Support separate USB2/USB3 stacks : by default, both are set to use usb_device_0 so the user does not need to be concerned with this. But if the user wants to, the variables usb2_backend_current_usb_device and usb3_backend_current_usb_device can be modified to point to usb_device_0 and usb_device_1 (or another device struct).
You need the Hydradancer board for that (HydraUSB3 board with a USB3 port without USB2 downgrade, as the USB2 downgrade is used as a separate USB connection).

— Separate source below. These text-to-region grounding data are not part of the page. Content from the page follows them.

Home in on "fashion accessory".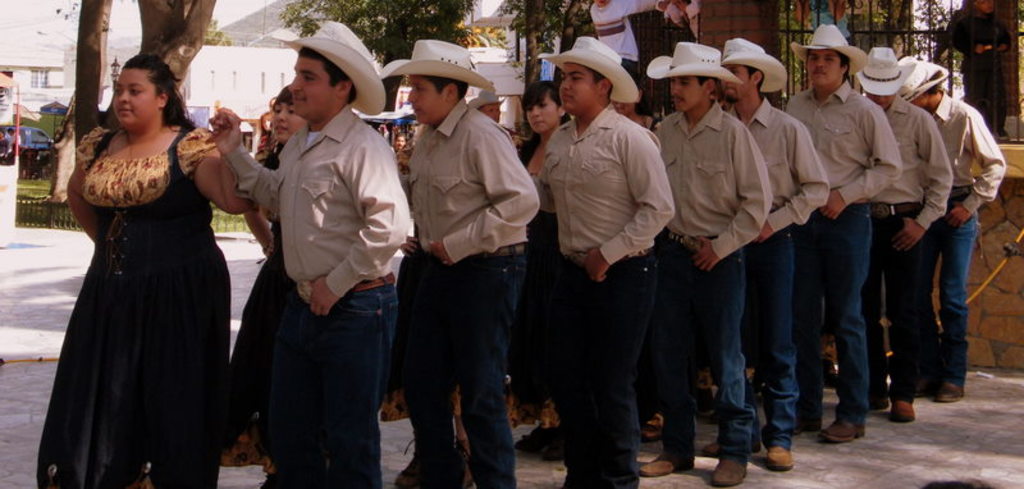
Homed in at (x1=639, y1=452, x2=678, y2=477).
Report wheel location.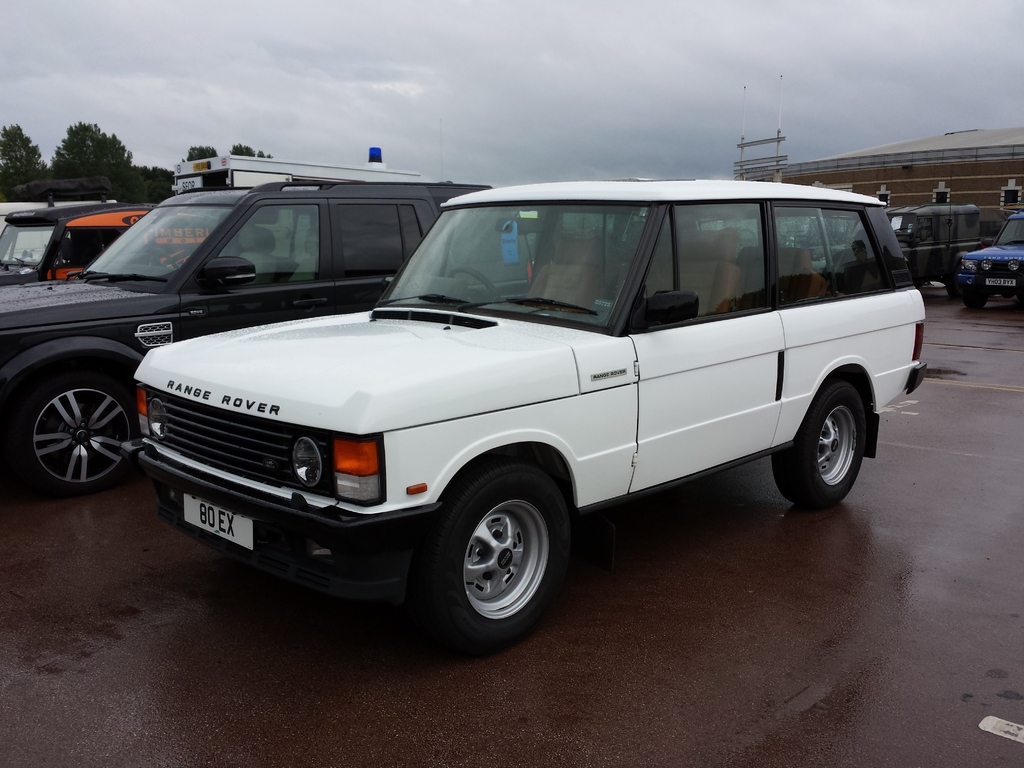
Report: (422,479,572,636).
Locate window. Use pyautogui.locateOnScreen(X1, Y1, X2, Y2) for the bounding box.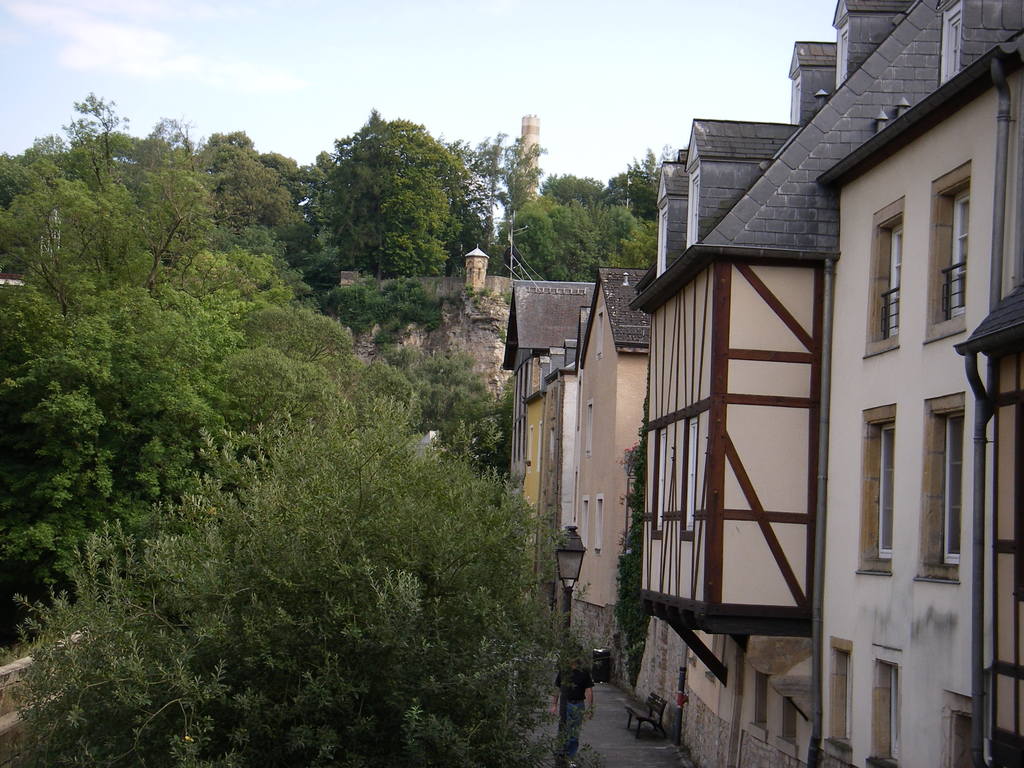
pyautogui.locateOnScreen(931, 413, 966, 563).
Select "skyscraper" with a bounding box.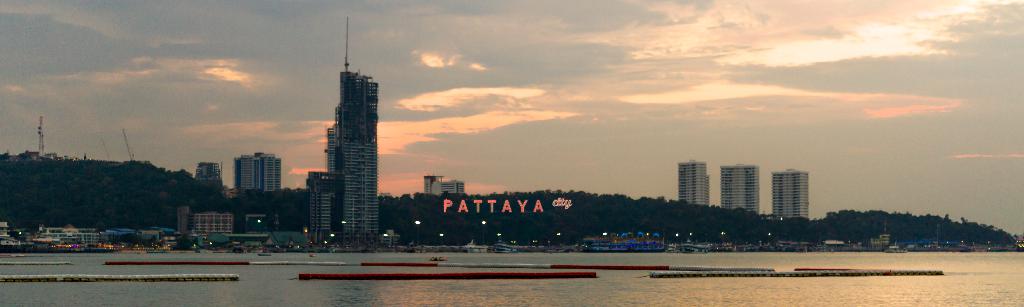
left=309, top=106, right=349, bottom=247.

All examples have been tested for regressions with the new Hydradancer board and the previous HydraUSB3 boards, and a new example _test_firmware_usb_loopback_separate_usb_stacks_ has been added to test the separate stacks by creating two loopback devices on the same WCH569 chip. The script test_loopback.py has been updated to select a device by adding --num_device to run the test in parallel for both devices.
usb_device_0 and usb_device_1 are predefined with default values so that the user does not have to set all endpoint handlers, even for endpoints that are not used (which isn't intuitive). I've also thought about letting the user define the devices and only give the pointer, but i'm leaving this for now.

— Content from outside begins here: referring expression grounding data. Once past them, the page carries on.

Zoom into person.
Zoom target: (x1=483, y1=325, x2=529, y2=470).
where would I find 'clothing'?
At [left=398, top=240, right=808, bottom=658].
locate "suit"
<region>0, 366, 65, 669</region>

Support separate USB2/USB3 stacks : by default, both are set to use
usb_device_0
so the user does not need to be concerned with this. But if the user wants to, the variablesusb2_backend_current_usb_device
andusb3_backend_current_usb_device
can be modified to point tousb_device_0
andusb_device_1
(or another device struct).You need the Hydradancer board for that (HydraUSB3 board with a USB3 port without USB2 downgrade, as the USB2 downgrade is used as a separate USB connection).
All examples have been tested for regressions with the new Hydradancer board and the previous HydraUSB3 boards, and a new example _test_firmware_usb_loopback_separate_usb_stacks_ has been added to test the separate stacks by creating two loopback devices on the same WCH569 chip. The script
test_loopback.py
has been updated to select a device by adding--num_device
to run the test in parallel for both devices.usb_device_0
andusb_device_1
are predefined with default values so that the user does not have to set all endpoint handlers, even for endpoints that are not used (which isn't intuitive). I've also thought about letting the user define the devices and only give the pointer, but i'm leaving this for now.